Labor market impacts of AI: A new measure and early evidence

Labor market impacts of AI: A new measure and early evidence
Figure 1: Share of Claude usage by Eloundou et al. task exposure ratingThis figure shows Claude usage distributed across O*NET tasks grouped by their theoretical AI exposure. Tasks rated β=1 (fully feasible for an LLM alone) account for 68% of observed Claude usage, while tasks rated β=0 (not feasible) account for just 3%. Data on Claude usage comes from the previous four Economic Index reports.
Figure 2: Theoretical capability and observed exposure by occupational categoryShare of job tasks that LLMs could theoretically perform (blue area) and our own job coverage measure derived from usage data (red area).
Figure 3: Most exposed occupationsTop ten most exposed occupations using our task coverage measure.

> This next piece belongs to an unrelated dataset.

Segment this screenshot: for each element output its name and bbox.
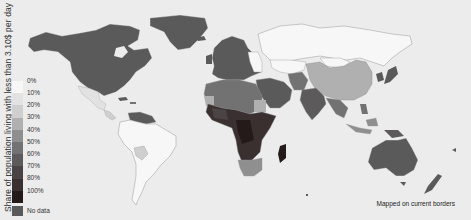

Figure 4: BLS projected employment growth from 2024—2034 vs. observed exposureBinned scatterplot with 25 equally-sized bins. Each solid dot shows the average observed exposure and projected employment change for one of the bins. The dashed line shows a simple linear regression fit, weighted by current employment levels. The small diamonds mark individual example occupations for illustration.
Figure 5: Differences between high and low exposure workers, Current Population Survey
Figure 6: Trends in the unemployment rate for workers in the top quartile of observed exposure and no AI exposure, Current Population SurveyThe top panel shows the unemployment rate for workers in the top quartile of exposure (red line) and the 30% of workers with zero exposure. The bottom panel measures the gap between these two series in a difference-in-differences framework.
Figure 7: New job starts among workers age 22-25 in occupations with high observed exposure and no AI exposure, Current Population SurveyThe top panel shows the percent of young workers starting new jobs in high vs. no exposure occupations. The bottom panel measures the gap between these two series in a difference-in-differences framework.